By an 8-1 vote (everyone but Justice Thomas), the Supreme Court found a loophole in the statute that allows the pre-enforcement challenge to proceed.  Not having read Senate Bill 8, I am not sure how valid the loophole is.  From everything that I have read, the loophole is not expressly in the statute and the Supreme Court did some creative reading of Texas law to hold that there is a loophole.  The basic theory of the loophole is that Senate Bill 8, by barring medical personnel from providing abortions after eight weeks, creates a regulation of medical personnel.  In other parts of Texas law, the state medical board has the authority for disciplining medical personnel who violate any law regulating the medical profession.  Therefore, even if Senate Bill 8 does not expressly allow the state medical board from disciplining a doctor for violating Senate Bill 8, such discipline is possible.  And because such discipline is possible, doctors and medical centers can sue the state medical board in a pre-enforcement action challenging the validity of this new law regulating the medical profession.

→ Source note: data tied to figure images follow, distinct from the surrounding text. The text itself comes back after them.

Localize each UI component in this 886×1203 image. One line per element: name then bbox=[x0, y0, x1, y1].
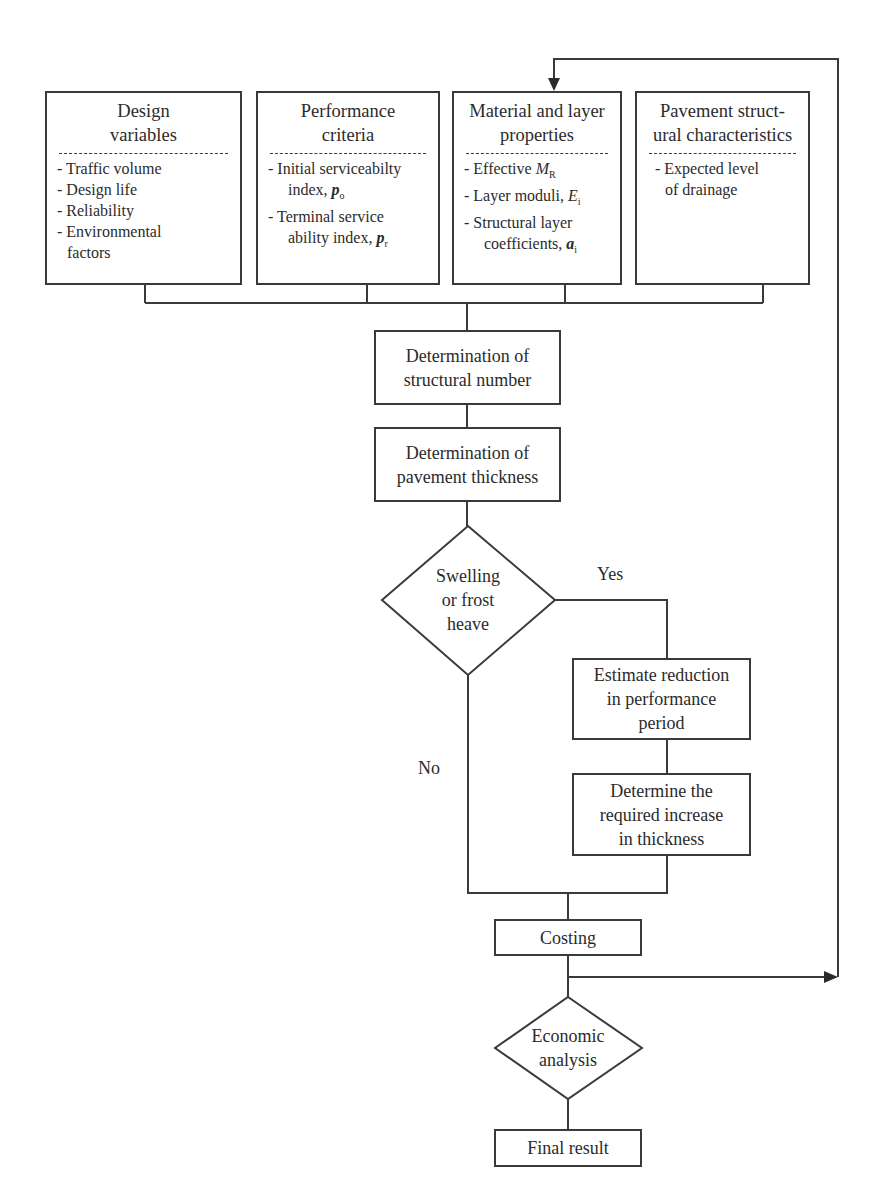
decision-swelling-frost-heave: Swelling or frost heave bbox=[408, 564, 528, 636]
pavement-design-flowchart: Design variables - Traffic volume - Desi… bbox=[0, 0, 886, 1203]
box-title: Design variables bbox=[47, 93, 240, 147]
list-item: - Traffic volume bbox=[57, 158, 234, 179]
process-increase-thickness: Determine the required increase in thick… bbox=[572, 773, 751, 856]
feedback-arrowhead-down bbox=[548, 78, 560, 91]
list-item: - Initial serviceabilty index, po bbox=[268, 158, 432, 206]
feedback-arrowhead-right bbox=[824, 971, 838, 983]
list-item: of drainage bbox=[655, 179, 802, 200]
dashed-divider bbox=[59, 153, 228, 154]
item-list: - Initial serviceabilty index, po - Term… bbox=[258, 158, 438, 254]
edge-label-yes: Yes bbox=[597, 564, 623, 585]
list-item: - Layer moduli, Ei bbox=[464, 185, 614, 212]
list-item: factors bbox=[57, 242, 234, 263]
item-list: - Expected level of drainage bbox=[637, 158, 808, 200]
input-box-pavement-structural-characteristics: Pavement struct- ural characteristics - … bbox=[635, 91, 810, 285]
list-item: - Effective MR bbox=[464, 158, 614, 185]
list-item: - Expected level bbox=[655, 158, 802, 179]
process-costing: Costing bbox=[494, 919, 642, 956]
input-box-design-variables: Design variables - Traffic volume - Desi… bbox=[45, 91, 242, 285]
box-title: Material and layer properties bbox=[454, 93, 620, 147]
dashed-divider bbox=[466, 153, 608, 154]
list-item: - Reliability bbox=[57, 200, 234, 221]
dashed-divider bbox=[270, 153, 426, 154]
item-list: - Traffic volume - Design life - Reliabi… bbox=[47, 158, 240, 263]
list-item: - Design life bbox=[57, 179, 234, 200]
item-list: - Effective MR - Layer moduli, Ei - Stru… bbox=[454, 158, 620, 261]
list-item: - Structural layer coefficients, ai bbox=[464, 212, 614, 260]
box-title: Performance criteria bbox=[258, 93, 438, 147]
box-title: Pavement struct- ural characteristics bbox=[637, 93, 808, 147]
process-pavement-thickness: Determination of pavement thickness bbox=[374, 427, 561, 502]
process-estimate-reduction: Estimate reduction in performance period bbox=[572, 658, 751, 740]
decision-economic-analysis: Economic analysis bbox=[508, 1024, 628, 1072]
input-box-performance-criteria: Performance criteria - Initial serviceab… bbox=[256, 91, 440, 285]
list-item: - Environmental bbox=[57, 221, 234, 242]
process-final-result: Final result bbox=[494, 1129, 642, 1167]
dashed-divider bbox=[649, 153, 796, 154]
process-structural-number: Determination of structural number bbox=[374, 330, 561, 405]
list-item: - Terminal service ability index, pr bbox=[268, 206, 432, 254]
input-box-material-layer-properties: Material and layer properties - Effectiv… bbox=[452, 91, 622, 285]
edge-label-no: No bbox=[418, 758, 440, 779]
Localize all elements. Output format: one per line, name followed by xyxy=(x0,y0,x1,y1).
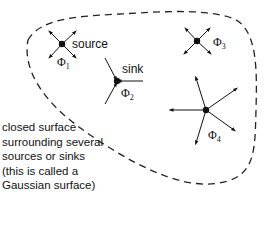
caption-line: sources or sinks xyxy=(2,149,103,164)
phi3-label: Φ3 xyxy=(213,35,226,51)
charge-dot xyxy=(59,41,65,47)
sink-phi2: sink Φ2 xyxy=(105,58,144,104)
caption-line: surrounding several xyxy=(2,135,103,150)
source-label: source xyxy=(72,37,108,51)
charge-dot xyxy=(114,78,120,84)
phi4-label: Φ4 xyxy=(208,128,221,144)
surface-caption: closed surfacesurrounding severalsources… xyxy=(2,120,103,193)
sink-label: sink xyxy=(122,62,144,76)
phi2-label: Φ2 xyxy=(121,86,134,102)
source-phi1: source Φ1 xyxy=(50,32,108,71)
phi1-label: Φ1 xyxy=(57,55,70,71)
caption-line: closed surface xyxy=(2,120,103,135)
caption-line: (this is called a xyxy=(2,164,103,179)
source-phi3: Φ3 xyxy=(185,29,226,53)
charge-dot xyxy=(203,107,209,113)
source-phi4: Φ4 xyxy=(171,78,236,144)
charge-dot xyxy=(194,38,200,44)
caption-line: Gaussian surface) xyxy=(2,178,103,193)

By allowing this loophole, the four-justice plurality (Justices Alito, Barrett, Gorsuch, and Kavanaugh) get to say that they are not blocking pre-enforcement challenges, but the basic holding creates the pathway forward for any interest group that wants to create a regulation that infringes constitutional right.  The fix for a future Senate Bill 8 is to include language expressly providing that no regulatory body can discipline a person for violating the provisions of the bill.  With such a fix, there would be no loophole to assign some executive branch official the authority to enforce some part of the new law.  And since this decision reinforces the inability to sue a state (or its legislature) for an unconstitutional law or to sue the judicial personnel who would hear any case brought under the law, there would be no door into federal court for such challenges.  And, if a new unconstitutional law primarily impacts mid-size organizations that do not have the resources to fight the law (or risk the consequences of losing), there will be nobody in a position to prevent the deprivation of constitutional rights.

And so, the Constitution dies, one small step at a time.  The Constitution is not dead yet, but a potentially fatal wound has been inflicted.  There are numerous authors of this death over the past decade, but the route to kill freedom has been laid out for those who wish to walk the path toward an authoritarian government.  The time is dwindling to take back our country from Chairman Trump and his supporters because soon the Constitution may only exist on paper.